By Sarah Hendrix | Staff Writer
Professor Lisa Bright knows the challenges of desiring an education but continually feeling pulled back into the workforce. After almost 27 years of going back and forth between careers and college, Bright knew she needed to commit to finishing her education. Though she first enrolled in college in 1986, Bright needed nearly three decades to finish, finally earning her master’s in Communication in 2013.
Bright has taught in the department of Communications at KCC for the past three years and has recently been hired as a full-time tenure-track faculty member. After being a lecturer at KCC since spring of 2014 she was given a full-time position this past semester.
Her journey finishing her education has been a long road to get her where she is today. Bright describes the struggle she went through for 27 years between working seven different careers and finishing her education. She recognizes that while trying to get an education there was always a desire to get out into the world and make money.
“The tug of war that you have with making a living and getting your education, I totally understand,” Bright said. “I get it with all of my students because I experienced the exact same thing.”
After many years working careers such as selling cosmetics for Liberty House in Macy’s, working in human research regulatory compliance with the Institutional Review Board and as an administrative assistant, Bright realized the value of education and decided to commit to finishing the bachelor’s degree she had started back in 1986 at Leeward Community College. Between 1986-2011 Bright was a student at LCC, KCC, University of Hawaiʻi and eventually Hawaiʻi Pacific University.
In 2011 she finished her Bachelor of Arts in Journalism at HPU and decided to continue her education receiving her master’s in Communication.
“I wanted my master’s more than I wanted anything else; that became a priority for me,” she said. ” … Some of you students, I’m so envious because you have that grit and that desire to finish and to do it now, and I just didn’t have it until I got older.”
While in grad school Bright had hopes to get a career in corporate communications and corporate training. However, the graduate program she was enrolled in did not offer a course specific to that field of work but did offer a teaching course. She chose the teaching track and began student teaching for one semester hoping that this would help equip her to train future employees. While she was a student teacher she realized how much she enjoyed the students and that teaching was what she wanted to do for a career.
“I think when you see that they get it, you know it’s like ‘I taught that person something;’ it’s so cool,” Bright said. “I had that pride when one of my students got something. Or they answered a question correctly. Or they ask questions even. It’s wonderful, the fact that they’re inquisitive. I enjoy it so much. And through doing that, that’s what bit me.”
The past three years she has been at KCC her passion for teaching has not gone unnoticed. Lisa Kanae, the chair of Languages, Linguistics and Literature, has been able to see Bright teaching.
“She’s super passionate about teaching, one of those teachers who can really relate to her students,” Kanae said. “She goes out of her way to make the assignments really interesting and relatable to them in order for them to understand the curriculum and meet the outcomes of the course.”
Bright has created class projects such as Hoʻokamaʻāina (meaning “make yourself at home”), which allows students to understand the importance of āina in Hawaiian culture and experience it through interviewing a local perspective. Projects like these are able to give students a greater understanding of the culture here in Hawai‘i and allow them to understand the important role communication plays in culture and daily life.
Bright’s extracurricular activities include acting in community theater. A place she is particularly fond of acting in is Kumu Kahua Theatre in downtown Honolulu. Kumu Kahua Theatre focuses on local content and local playwrights. These community plays are created based off the past, present and future of Hawaiʻi’s people, which is something Bright is passionate about being involved in. It is also a hobby she and her husband enjoy doing together.
Bright’s journey through careers and education has given her an understanding of the challenges her students are facing. She recognizes that going through school and life is no easy task for a student and comments on the qualities she has seen in students that have done well in her class and ultimately do well in life.
“In school, just to have grit because it’s hard,” she said. “School is hard. Life is hard. And if you can say at 2 o’clock in the morning, ‘I just need to take another half hour just to finish this’ and just push through the hard parts, you can succeed at anything. So when I see that in my students, that’s my favorite. And I think that’s what makes them successful in anything, not just my class.”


* **Task**
Where a line of the records contains the word "filled", show that line.

* **Extracted entries**
_ _ _ _ _

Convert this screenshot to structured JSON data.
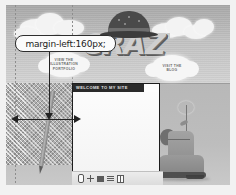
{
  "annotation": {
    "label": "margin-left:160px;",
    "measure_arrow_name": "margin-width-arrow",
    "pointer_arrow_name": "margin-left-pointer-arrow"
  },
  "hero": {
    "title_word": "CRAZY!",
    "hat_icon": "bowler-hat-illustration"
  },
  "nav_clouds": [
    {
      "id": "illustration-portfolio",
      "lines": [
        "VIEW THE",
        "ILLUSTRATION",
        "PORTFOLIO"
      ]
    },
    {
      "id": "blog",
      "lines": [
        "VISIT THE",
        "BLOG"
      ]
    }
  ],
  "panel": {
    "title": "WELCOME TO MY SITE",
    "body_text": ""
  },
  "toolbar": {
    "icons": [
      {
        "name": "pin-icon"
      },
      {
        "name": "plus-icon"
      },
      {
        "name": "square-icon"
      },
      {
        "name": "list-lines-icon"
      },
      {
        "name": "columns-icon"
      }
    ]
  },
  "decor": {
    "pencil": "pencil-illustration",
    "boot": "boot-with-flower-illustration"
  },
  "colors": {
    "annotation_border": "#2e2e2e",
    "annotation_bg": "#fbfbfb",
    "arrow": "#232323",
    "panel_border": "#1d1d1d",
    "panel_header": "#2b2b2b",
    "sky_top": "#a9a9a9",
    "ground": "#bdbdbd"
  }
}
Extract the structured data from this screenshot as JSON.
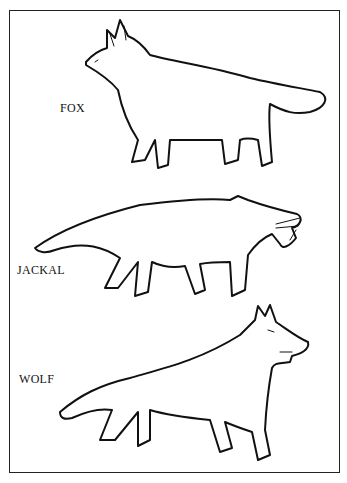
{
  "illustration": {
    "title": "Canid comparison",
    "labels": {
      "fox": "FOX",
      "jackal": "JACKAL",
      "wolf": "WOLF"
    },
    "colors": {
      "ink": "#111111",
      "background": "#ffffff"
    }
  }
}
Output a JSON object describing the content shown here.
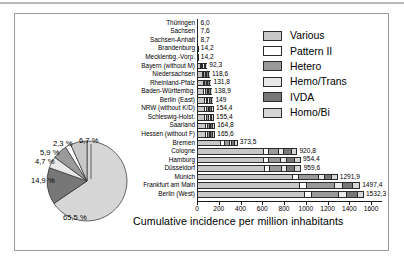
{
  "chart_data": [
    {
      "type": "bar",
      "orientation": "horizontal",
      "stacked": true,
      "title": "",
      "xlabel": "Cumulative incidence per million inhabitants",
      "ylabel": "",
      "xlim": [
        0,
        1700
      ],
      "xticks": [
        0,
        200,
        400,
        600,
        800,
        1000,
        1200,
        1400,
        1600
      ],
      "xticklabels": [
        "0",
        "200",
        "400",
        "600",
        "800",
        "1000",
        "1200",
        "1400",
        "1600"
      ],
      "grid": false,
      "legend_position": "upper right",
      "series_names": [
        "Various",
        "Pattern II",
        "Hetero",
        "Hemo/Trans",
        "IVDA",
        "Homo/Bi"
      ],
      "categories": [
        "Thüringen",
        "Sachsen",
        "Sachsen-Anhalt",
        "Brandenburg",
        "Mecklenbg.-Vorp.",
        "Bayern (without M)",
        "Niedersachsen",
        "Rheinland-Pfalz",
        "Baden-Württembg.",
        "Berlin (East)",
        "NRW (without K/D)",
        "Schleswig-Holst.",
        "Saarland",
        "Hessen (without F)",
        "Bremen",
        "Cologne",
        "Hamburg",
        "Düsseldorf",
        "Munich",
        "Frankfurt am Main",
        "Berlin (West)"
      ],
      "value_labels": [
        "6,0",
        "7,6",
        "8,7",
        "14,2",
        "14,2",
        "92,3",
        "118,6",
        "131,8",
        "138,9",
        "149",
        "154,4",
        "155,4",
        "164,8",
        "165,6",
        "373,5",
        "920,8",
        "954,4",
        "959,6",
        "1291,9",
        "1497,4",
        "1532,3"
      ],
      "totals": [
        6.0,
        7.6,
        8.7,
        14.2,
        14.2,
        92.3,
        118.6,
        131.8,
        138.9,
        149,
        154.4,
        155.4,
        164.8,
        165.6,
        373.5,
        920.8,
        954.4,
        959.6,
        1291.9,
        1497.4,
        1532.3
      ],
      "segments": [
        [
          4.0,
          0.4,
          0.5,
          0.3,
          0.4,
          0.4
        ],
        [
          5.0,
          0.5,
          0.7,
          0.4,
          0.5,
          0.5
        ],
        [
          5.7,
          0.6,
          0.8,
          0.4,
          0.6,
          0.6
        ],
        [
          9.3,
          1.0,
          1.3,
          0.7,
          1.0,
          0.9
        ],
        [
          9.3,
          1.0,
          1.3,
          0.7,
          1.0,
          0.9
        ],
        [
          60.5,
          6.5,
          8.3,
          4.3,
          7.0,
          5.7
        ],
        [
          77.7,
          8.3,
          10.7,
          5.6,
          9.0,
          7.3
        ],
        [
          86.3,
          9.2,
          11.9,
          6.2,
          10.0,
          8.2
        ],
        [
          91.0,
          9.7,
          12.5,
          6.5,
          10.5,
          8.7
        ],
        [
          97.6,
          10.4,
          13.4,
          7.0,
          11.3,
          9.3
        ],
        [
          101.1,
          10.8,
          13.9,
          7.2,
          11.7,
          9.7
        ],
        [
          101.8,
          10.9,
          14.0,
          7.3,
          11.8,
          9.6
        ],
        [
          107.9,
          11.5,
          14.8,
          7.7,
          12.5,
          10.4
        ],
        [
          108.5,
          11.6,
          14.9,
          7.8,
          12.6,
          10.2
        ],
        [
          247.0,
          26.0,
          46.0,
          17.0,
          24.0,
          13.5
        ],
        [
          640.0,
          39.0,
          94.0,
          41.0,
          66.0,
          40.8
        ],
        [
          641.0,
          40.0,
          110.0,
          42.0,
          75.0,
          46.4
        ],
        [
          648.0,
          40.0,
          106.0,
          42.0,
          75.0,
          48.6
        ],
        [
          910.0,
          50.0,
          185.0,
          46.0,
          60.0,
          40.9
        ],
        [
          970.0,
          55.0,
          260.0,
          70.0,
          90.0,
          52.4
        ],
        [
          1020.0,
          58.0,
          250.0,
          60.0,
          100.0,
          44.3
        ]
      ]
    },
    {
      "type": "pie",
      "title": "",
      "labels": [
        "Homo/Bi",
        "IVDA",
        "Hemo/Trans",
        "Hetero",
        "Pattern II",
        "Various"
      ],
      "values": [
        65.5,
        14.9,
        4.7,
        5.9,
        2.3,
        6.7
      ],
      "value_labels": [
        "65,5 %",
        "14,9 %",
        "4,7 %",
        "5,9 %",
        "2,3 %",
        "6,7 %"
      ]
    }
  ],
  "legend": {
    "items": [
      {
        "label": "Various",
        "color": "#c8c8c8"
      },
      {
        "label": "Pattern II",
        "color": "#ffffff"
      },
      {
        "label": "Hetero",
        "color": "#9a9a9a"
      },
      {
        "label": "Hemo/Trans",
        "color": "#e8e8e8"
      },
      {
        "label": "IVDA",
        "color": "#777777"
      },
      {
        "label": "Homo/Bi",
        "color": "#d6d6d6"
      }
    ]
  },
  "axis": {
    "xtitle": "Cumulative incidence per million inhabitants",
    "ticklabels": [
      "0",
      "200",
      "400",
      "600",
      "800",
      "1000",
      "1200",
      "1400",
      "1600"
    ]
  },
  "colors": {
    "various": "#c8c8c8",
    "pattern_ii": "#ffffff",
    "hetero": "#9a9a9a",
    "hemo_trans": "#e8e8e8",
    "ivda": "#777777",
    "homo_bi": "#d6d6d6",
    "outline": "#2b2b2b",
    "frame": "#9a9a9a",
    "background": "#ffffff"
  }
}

_ _ _ _ _

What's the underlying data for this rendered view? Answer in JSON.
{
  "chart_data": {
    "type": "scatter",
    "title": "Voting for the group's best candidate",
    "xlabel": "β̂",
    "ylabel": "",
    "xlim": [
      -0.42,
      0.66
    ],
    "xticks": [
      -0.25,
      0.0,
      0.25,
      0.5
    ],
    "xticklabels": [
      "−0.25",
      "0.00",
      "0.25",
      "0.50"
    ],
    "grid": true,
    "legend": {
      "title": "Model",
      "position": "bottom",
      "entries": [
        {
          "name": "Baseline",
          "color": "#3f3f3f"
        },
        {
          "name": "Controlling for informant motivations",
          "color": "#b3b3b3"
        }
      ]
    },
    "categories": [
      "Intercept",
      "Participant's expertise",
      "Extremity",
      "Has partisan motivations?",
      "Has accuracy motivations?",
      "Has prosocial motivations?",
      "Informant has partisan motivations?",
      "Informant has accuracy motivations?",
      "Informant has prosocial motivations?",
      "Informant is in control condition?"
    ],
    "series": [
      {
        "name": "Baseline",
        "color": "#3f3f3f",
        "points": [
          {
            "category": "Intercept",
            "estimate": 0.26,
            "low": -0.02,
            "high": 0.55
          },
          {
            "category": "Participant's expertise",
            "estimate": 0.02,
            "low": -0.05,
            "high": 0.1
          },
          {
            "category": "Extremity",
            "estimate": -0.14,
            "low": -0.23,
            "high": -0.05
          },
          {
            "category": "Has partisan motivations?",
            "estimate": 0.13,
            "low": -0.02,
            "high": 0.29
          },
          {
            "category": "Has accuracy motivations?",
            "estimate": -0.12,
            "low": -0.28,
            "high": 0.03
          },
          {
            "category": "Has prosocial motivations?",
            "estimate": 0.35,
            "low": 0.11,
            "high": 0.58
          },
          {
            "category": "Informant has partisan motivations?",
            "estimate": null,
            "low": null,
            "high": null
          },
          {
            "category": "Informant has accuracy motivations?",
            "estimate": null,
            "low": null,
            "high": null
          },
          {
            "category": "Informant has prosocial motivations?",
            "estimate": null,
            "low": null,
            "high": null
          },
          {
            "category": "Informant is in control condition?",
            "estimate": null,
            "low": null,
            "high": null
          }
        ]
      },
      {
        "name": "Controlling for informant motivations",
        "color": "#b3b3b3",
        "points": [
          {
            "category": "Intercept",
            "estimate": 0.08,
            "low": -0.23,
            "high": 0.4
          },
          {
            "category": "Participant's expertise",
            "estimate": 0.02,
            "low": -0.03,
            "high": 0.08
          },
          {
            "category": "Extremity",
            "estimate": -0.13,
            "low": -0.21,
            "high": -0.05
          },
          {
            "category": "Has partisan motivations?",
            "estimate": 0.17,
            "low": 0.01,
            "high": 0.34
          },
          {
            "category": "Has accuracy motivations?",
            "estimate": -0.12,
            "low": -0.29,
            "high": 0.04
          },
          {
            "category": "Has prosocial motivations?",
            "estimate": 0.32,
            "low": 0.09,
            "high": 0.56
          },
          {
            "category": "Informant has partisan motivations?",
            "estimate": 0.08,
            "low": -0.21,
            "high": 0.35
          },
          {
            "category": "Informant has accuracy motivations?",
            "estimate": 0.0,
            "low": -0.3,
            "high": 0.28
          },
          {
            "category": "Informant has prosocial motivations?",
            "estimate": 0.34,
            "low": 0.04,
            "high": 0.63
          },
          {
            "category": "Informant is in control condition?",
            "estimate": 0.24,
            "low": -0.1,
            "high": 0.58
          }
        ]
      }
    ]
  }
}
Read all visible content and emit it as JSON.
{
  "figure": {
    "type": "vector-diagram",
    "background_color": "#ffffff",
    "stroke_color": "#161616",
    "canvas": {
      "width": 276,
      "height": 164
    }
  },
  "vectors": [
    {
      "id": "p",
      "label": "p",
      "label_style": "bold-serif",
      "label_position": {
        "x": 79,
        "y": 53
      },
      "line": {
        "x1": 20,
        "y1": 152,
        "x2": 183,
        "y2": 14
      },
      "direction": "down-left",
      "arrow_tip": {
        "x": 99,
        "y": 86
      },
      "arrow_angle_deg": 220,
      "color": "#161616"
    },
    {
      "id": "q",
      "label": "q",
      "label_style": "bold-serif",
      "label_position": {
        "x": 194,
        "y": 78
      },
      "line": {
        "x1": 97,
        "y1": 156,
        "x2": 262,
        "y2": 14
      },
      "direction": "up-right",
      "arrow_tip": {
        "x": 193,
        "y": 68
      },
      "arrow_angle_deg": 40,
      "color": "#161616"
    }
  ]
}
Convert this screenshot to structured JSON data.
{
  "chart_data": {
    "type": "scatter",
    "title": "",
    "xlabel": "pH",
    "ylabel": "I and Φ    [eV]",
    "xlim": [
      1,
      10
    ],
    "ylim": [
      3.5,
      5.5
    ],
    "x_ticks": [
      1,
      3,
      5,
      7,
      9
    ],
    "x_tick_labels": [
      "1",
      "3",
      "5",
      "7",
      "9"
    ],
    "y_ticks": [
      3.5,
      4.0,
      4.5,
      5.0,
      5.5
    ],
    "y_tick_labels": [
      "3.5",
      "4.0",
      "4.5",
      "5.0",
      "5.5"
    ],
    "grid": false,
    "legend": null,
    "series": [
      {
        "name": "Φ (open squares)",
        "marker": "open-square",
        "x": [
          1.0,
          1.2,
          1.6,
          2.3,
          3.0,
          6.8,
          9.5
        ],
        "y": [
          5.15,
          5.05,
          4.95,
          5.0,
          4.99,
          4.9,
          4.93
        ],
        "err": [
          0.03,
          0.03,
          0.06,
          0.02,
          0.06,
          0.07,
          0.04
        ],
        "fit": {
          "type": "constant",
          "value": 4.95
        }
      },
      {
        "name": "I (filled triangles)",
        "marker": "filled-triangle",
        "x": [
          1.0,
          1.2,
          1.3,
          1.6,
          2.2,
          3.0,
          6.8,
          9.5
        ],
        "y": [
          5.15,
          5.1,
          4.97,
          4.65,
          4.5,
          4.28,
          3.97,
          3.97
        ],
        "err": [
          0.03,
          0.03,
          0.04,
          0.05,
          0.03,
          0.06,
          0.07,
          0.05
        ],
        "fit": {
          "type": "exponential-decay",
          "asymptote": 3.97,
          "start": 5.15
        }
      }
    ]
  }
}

_ _ _ _ _

* **Answer box**
        "name": "I (filled triangles)",
        "marker": "filled-triangle",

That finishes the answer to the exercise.